Example of the second approach (changed name of one of the tables):
│ ├── KJAppDelegate.h
│ ├── KJAppDelegate.m
│ ├── Localizations1
│ │ ├── de.lproj
│ │ │ └── Localizable.strings
│ │ └── en.lproj
│ │ └── Localizable.strings
│ ├── Localizations2
│ │ ├── de.lproj
│ │ │ └── NewTableName.strings
│ │ └── en.lproj
│ │ └── NewTableName.strings
Now you can get a translation from the new table (NewTableName) by using NSLocalizedStringFromTable(key, #"NewTableName", optionalComment)
and from the "original" table (Localizable) using NSLocalizedString(key, optionalComment).
other thread may helps... Multiple Localizable.strings files in one iOS app
again, maybe you can cleanup and then build the app from xcode...
I had an similar issue regarding my app-icon.

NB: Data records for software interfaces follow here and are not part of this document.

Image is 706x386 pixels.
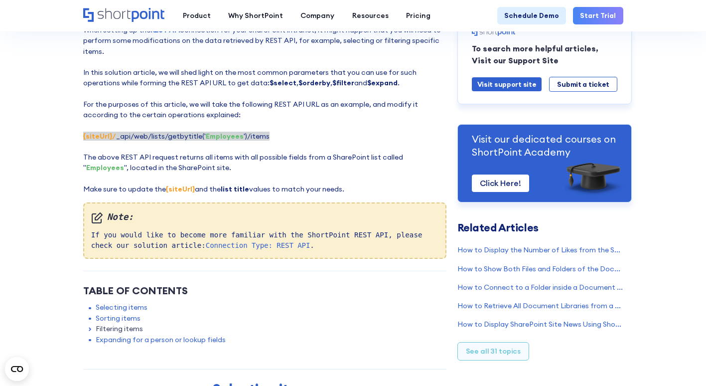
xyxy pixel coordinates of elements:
[458,301,624,311] a: How to Retrieve All Document Libraries from a Site Collection Using ShortPoint Connect
[406,10,431,21] div: Pricing
[472,133,618,159] p: Visit our dedicated courses on ShortPoint Academy
[86,163,124,172] strong: Employees
[343,7,397,24] a: Resources
[292,7,343,24] a: Company
[332,78,354,87] strong: $filter
[472,174,529,192] a: Click Here!
[206,241,311,249] a: Connection Type: REST API
[83,25,447,194] p: When setting up the connection for your SharePoint intranet, it might happen that you will need t...
[398,7,440,24] a: Pricing
[549,77,618,92] a: Submit a ticket
[221,184,249,193] strong: list title
[174,7,219,24] a: Product
[96,302,148,313] a: Selecting items
[458,222,624,233] h3: Related Articles
[83,283,447,298] div: Table of Contents
[458,264,624,274] a: How to Show Both Files and Folders of the Document Library in a ShortPoint Element
[83,8,165,23] a: Home
[472,77,542,91] a: Visit support site
[367,78,398,87] strong: $expand
[206,132,244,141] strong: Employees
[83,202,447,259] div: If you would like to become more familiar with the ShortPoint REST API, please check our solution...
[228,10,283,21] div: Why ShortPoint
[83,132,116,141] strong: {siteUrl}/
[472,43,618,67] p: To search more helpful articles, Visit our Support Site
[458,245,624,256] a: How to Display the Number of Likes from the SharePoint List Items
[352,10,389,21] div: Resources
[301,10,334,21] div: Company
[83,132,270,141] span: ‍ _api/web/lists/getbytitle(' ')/items
[497,7,566,24] a: Schedule Demo
[573,7,623,24] a: Start Trial
[91,210,439,224] em: Note:
[270,78,297,87] strong: $select
[5,357,29,381] button: Open CMP widget
[458,282,624,293] a: How to Connect to a Folder inside a Document Library Using REST API
[96,313,141,324] a: Sorting items
[96,324,143,334] a: Filtering items
[299,78,330,87] strong: $orderby
[458,342,530,360] a: See all 31 topics
[458,320,624,330] a: How to Display SharePoint Site News Using ShortPoint REST API Connection Type
[96,334,226,345] a: Expanding for a person or lookup fields
[183,10,211,21] div: Product
[219,7,292,24] a: Why ShortPoint
[166,184,195,193] strong: {siteUrl}
[656,338,706,386] iframe: Chat Widget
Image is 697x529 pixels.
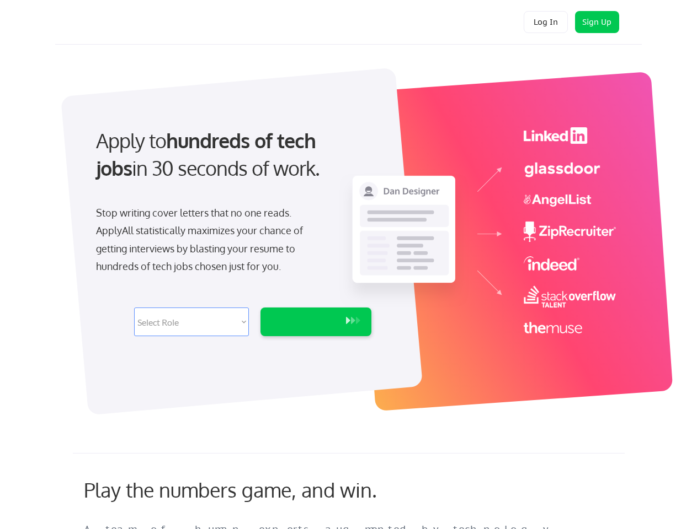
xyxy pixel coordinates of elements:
div: Stop writing cover letters that no one reads. ApplyAll statistically maximizes your chance of get... [96,204,323,276]
strong: hundreds of tech jobs [96,128,320,180]
div: Play the numbers game, and win. [84,478,426,502]
button: Sign Up [575,11,619,33]
button: Log In [523,11,567,33]
div: Apply to in 30 seconds of work. [96,127,367,183]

I had several targets in my app and all with different app-icons. For some reason one of the app-icons was corrupt and thus all of my targets switched through the app-icons of the other targets. which is pretty odd, because one target should not know of the other targets app-icon, if it is not used for both targets and marked for both targets in xcode.
I solved this issue through deleting the corrupt png and adding it anew to the project.
If you do this with your i18n file it might help, too.
But be sure, to remove not only the reference from xcode but the complete file. Best would be to open the file in some external editor like textwrangler and copy the text to a new file and then use this instead.
Good Luck.
the behaviour, what you've experienced, is totally normal. why?
if you check these lines, the relevant part of original macro definition of the NSLocalizedString:
#define NSLocalizedString(key, comment) \
[[NSBundle mainBundle] localizedStringForKey:(key) value:#"" table:nil]
you could see the comment parameter is deceptive parameter, it is never used. (it is just for the developer who reads the code)
futhermore, if you check the NSBundle class Reference, you could read the following interesting thing about the return value of the -localizedStringForKey:value:table: method:
Return Value
If value is nil or an empty string, and a localized string is not found in the table, returns key.
this is why you get back your key because probably there is no value for this key in your Localizable.string files.
sad news, but it is normal.
the solution would be the following:
NSLocalizedString(#"Are you sure you want to start a new game?", #"");
and in your Localizable.string file:
#"Are you sure you want to start a new game?" = "Do you really want to start a new game?";
I just found something that was killing me!
I had the same issue: Depending on the STRINGS file, sometimes it Works, some times doesn't/
What I found, is that if some line in your .strings file finishes with double semicolon
;;
all the lines below ware ignored!
For example:
The upper image works great: As you can see, the NSLocalizationString commands replaces correctly the strings at the template
But the other image shows that, before the double semicolon, it will ignore everything. It is a complete mess!
No resources compilation error, nothing. Just a nightmare!
Hope it helps someone to don't get insomnia!